REMARKS OF SUFFOLK COUNTY DISTRICT ATTORNEY DANIEL F. CONLEY ON THE OCT. 6, 2010, ARREST OF MARCUS COLONO

Suffolk County District Attorney Daniel F. Conley today joined Middlesex County District Attorney Gerard T. Leone, Cambridge Police Commissioner Robert Haas, and Boston Police detectives at Cambridge Police Headquarters to deliver the following remarks on the arrest of MARCUS A. COLONO (D.O.B. 11/21/77):

“It wasn’t long ago that these two crimes might not have been linked, much less solved and attributed to the same offender. They were two very different attacks with two very different sets of victims in two different jurisdictions. Their most striking commonality was the brutality displayed in each case.

“Two years ago, on Sept. 21, 2008, an unknown offender broke into a residence on Commonwealth Avenue in Brighton and raped two young women inside. The offender left evidence at the scene from which we were able to develop a DNA profile.

“As District Attorney Leone has just described, an unknown offender broke into a residence on Pearl Street in Cambridge on Aug. 26 of this year and attacked two male residents inside, one of them a young child. The offender left evidence at the scene from which a DNA profile was also developed.

“Through a DNA database known as the Combined DNA Index System, we were able to match those two profiles and link them to one offender though what’s known as a ‘case to case hit.’

“Further testing at the Cambridge scene led to fingerprints – and those fingerprints led us to a suspect.

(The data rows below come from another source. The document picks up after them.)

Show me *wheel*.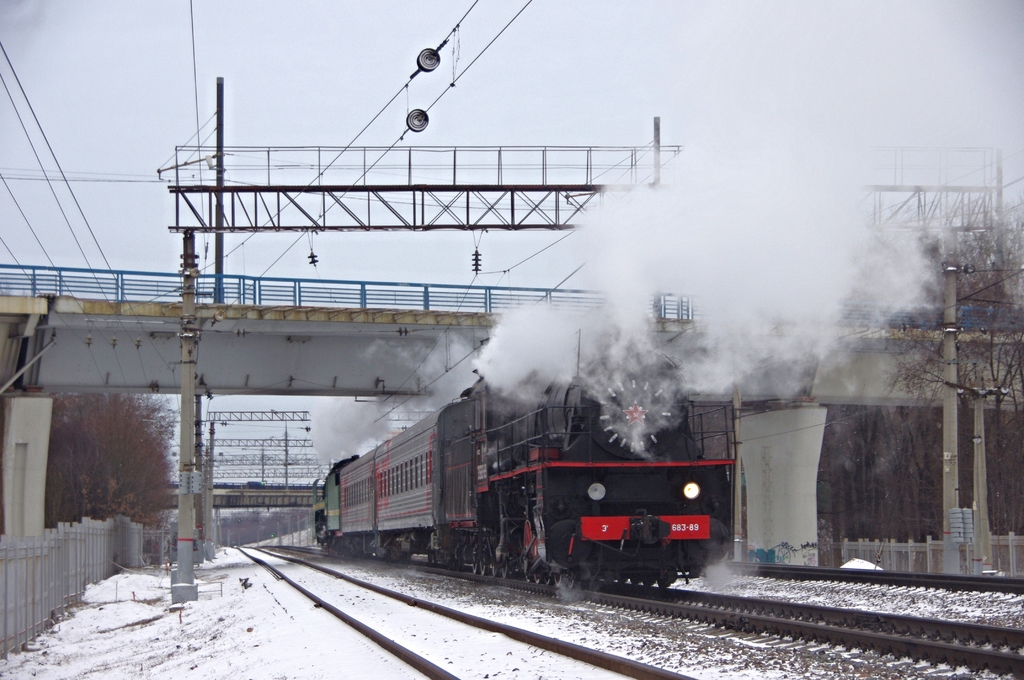
*wheel* is here: Rect(646, 578, 655, 585).
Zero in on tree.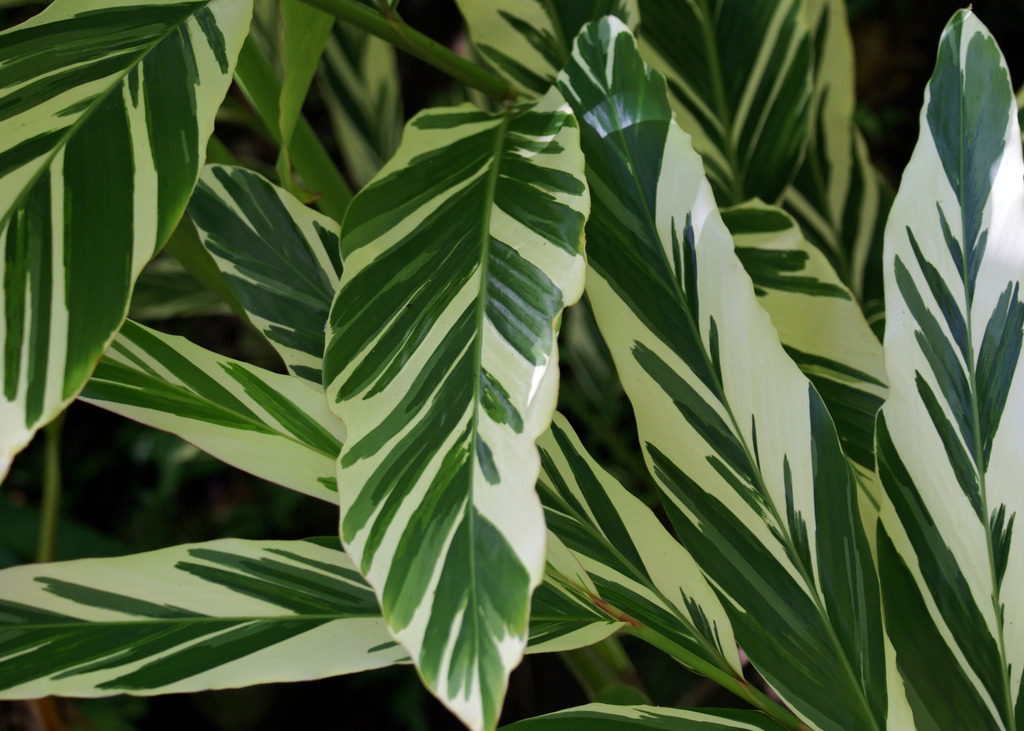
Zeroed in: (0, 0, 1023, 730).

“That we’re here today to announce Marcus Colono’s arrest is a testament to the power of forensic databases like CODIS and the Automated Fingerprint Identification System. But those databases would be useless without the professional criminalists who harness their technology and testify to its accuracy in terms juries can understand.

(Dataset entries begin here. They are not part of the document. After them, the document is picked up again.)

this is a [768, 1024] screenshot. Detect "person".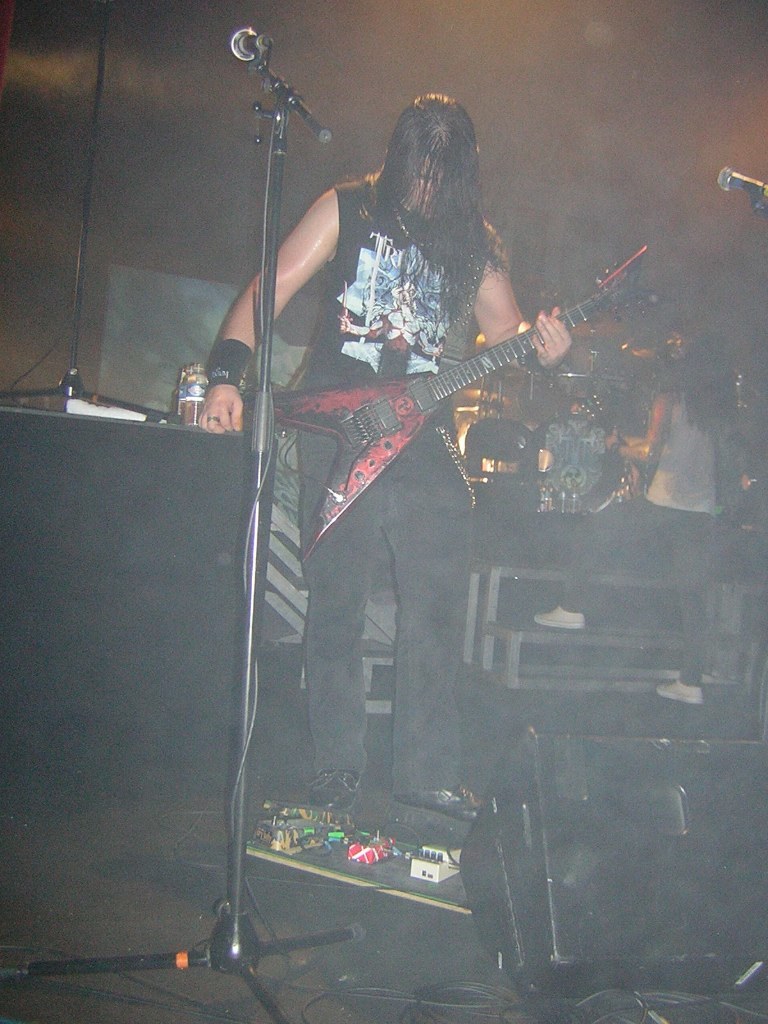
[x1=224, y1=59, x2=588, y2=873].
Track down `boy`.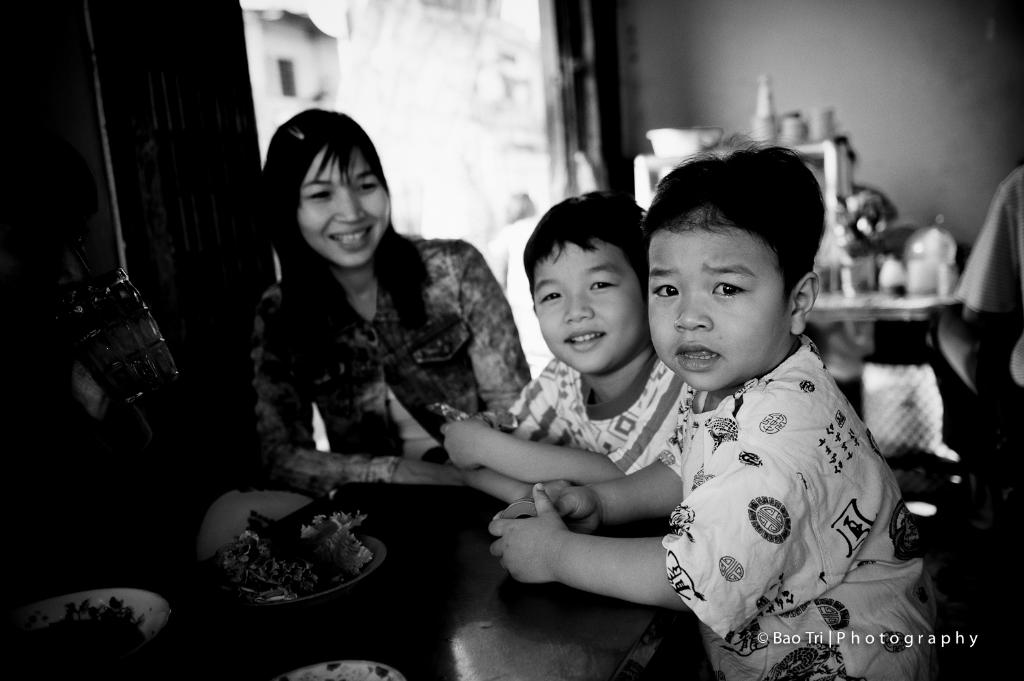
Tracked to box(442, 189, 691, 506).
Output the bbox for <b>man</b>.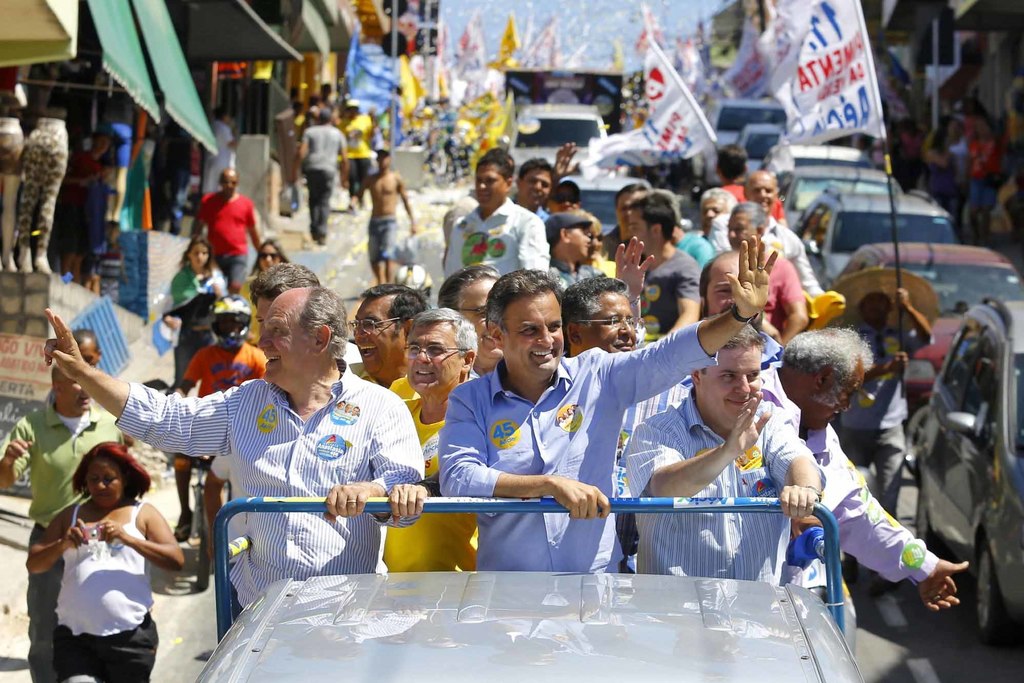
777,328,972,608.
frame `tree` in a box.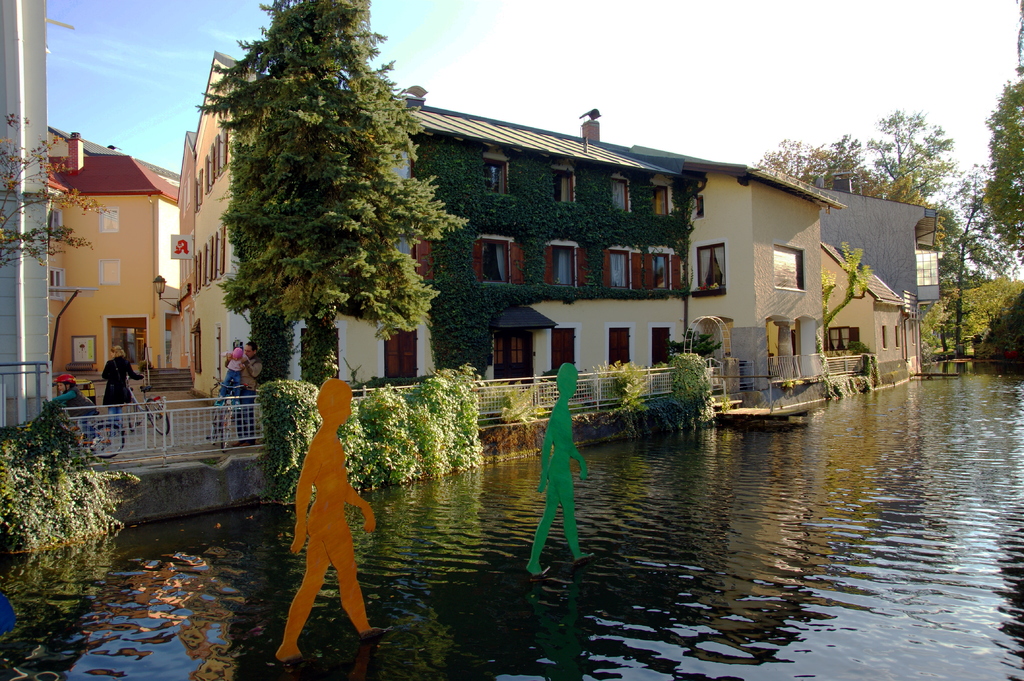
detection(181, 0, 440, 410).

“And more importantly for us here today, those databases would not have helped us if investigators in Cambridge and Boston hadn’t been so diligent in sharing information across jurisdictions. Colono has been arraigned on the Cambridge charges already and we expect to charge him in Brighton court in the near future as well.

“This is a significant evidentiary development for two cases, but it’s also much more than that. On a personal level, it’s a monumental relief for four victims whose lives were turned upside down when their homes were invaded and their bodies violated by a man no one could identify.

“Today he has a name. He has a face. And he’s behind bars.”

Colono, a Cambridge resident, was identified in part through fingerprints on file for a 1998 marijuana arrest in the City of Boston. He has not yet been formally charged with the Brighton incident, in which two women, then 18 and 23, were raped inside their Commonwealth Avenue apartment at about 8:45 p.m. on Sept. 21, 2008. A warrant charging him wit that offense is expected to be sought in the near future.